At least 14 protesters were arrested, including two students, Tulane announced. Earlier, the school had announced six arrests on Monday — including one student — and said it had suspended at least seven students for participating in what the university said was an “unlawful demonstration.”
At the University of Arizona in Tucson, violent conflicts played out in and around campus in the early hours of Wednesday after police tore down an encampment near the school’s north Main Gate Square.
“Around 2:00 a.m., law enforcement officers in gas masks and riot gear stormed a pro-Palestinian encampment on the University of Arizona campus,” reports Arizona Public Media, which adds that hundreds of protest supporters were in the area and that the move came after a 10:30 p.m. deadline for protesters to leave.
Police made at least four arrests, AZPM reports, adding that people on the street heard a warning of “police deploying chemical irritant munitions.”
UCLA’s buffer zone was overrun
Images from the scene at the UCLA campus showed a large crowd of pro-Israel protesters pulling at metal barricades and wooden pallets the pro-Palestinian group had erected around their encampment.
In addition to calling for divestment, the UCLA protests are meant to show solidarity with people in Gaza. The Israel-Hamas war has killed more than 34,000 Palestinians, according to the Gaza Ministry of Health, while Israel said some 1,200 Israelis were killed by Hamas in an assault last October. Israel said Hamas is still holding 133 hostages.
A crowd of counterprotesters had initially gathered near the Palestine Solidarity Encampment on Tuesday afternoon.
As the evening wore on, members of the group “began wrestling with protesters inside and [private campus] security hired by UCLA,” according to the Daily Bruin.
From there, the violence continued to escalate.
There were 15 reported injuries, including one hospitalization, according to a spokesperson from the UC Office of the President, who said the office was ordering “an independent external review of both UCLA’s planning and actions, and the effectiveness of the mutual aid response.”
The clash erupted days after the Israeli-American Council, an advocacy group, mounted a competing demonstration on Dickson Plaza, adjacent to the encampment. Despite heightened tensions, that large rally on April 28 ended without major clashes.
Images of that Israeli-American Council-organized event showed two large groups separated by a buffer zone.
But on Tuesday night, the buffer zone was overrun.
NYPD clear protesters from Columbia University building
Police ousted pro-Palestinian protesters at Columbia University from Hamilton Hall on Tuesday night — a school building they had been occupying since Monday. The New York Police Department mounted a large operation to remove the protesters, using an armored vehicle and a mechanized drawbridge to convey officers into the building.
“Approximately 300 people were arrested,” New York Mayor Eric Adams said on Wednesday. That figure includes people who were on the Columbia University campus, as well as others arrested at City College — an institution in the City University of New York system that was a destination for a crowd of demonstrators who marched from Columbia University.
Adams stressed that the police operation took place at Columbia’s request.
“We went in and conducted an operation to allow Columbia University to remove those who have turned the peaceful protest into a place where antisemitism and anti-Israel attitudes were pervasive,” Adams said.
He also reiterated that his administration believes many of the protests are led by “outside agitators” who are not students or otherwise a part of the college community. When asked to specify how many of the arrested demonstrators were unaffiliated with the university, Adams said the police are still sorting through records to determine that.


■ **Directions for this task**
None of the images should appear in your copy. Transcribe the data in full.

■ **Extracted material**
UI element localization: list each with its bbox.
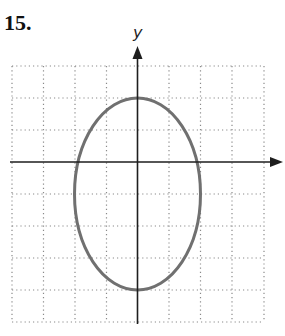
x-axis-arrow-icon xyxy=(270,157,283,167)
y-axis xyxy=(133,46,143,324)
x-axis xyxy=(10,157,283,167)
y-axis-arrow-icon xyxy=(133,46,143,59)
coordinate-plane: y xyxy=(0,0,285,336)
y-axis-label: y xyxy=(132,23,143,42)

■ **Result of the exercise**
UI element localization: list each with its bbox.
x-axis-arrow-icon xyxy=(270,157,283,167)
y-axis xyxy=(133,46,143,324)
x-axis xyxy=(10,157,283,167)
y-axis-arrow-icon xyxy=(133,46,143,59)
coordinate-plane: y xyxy=(0,0,285,336)
y-axis-label: y xyxy=(132,23,143,42)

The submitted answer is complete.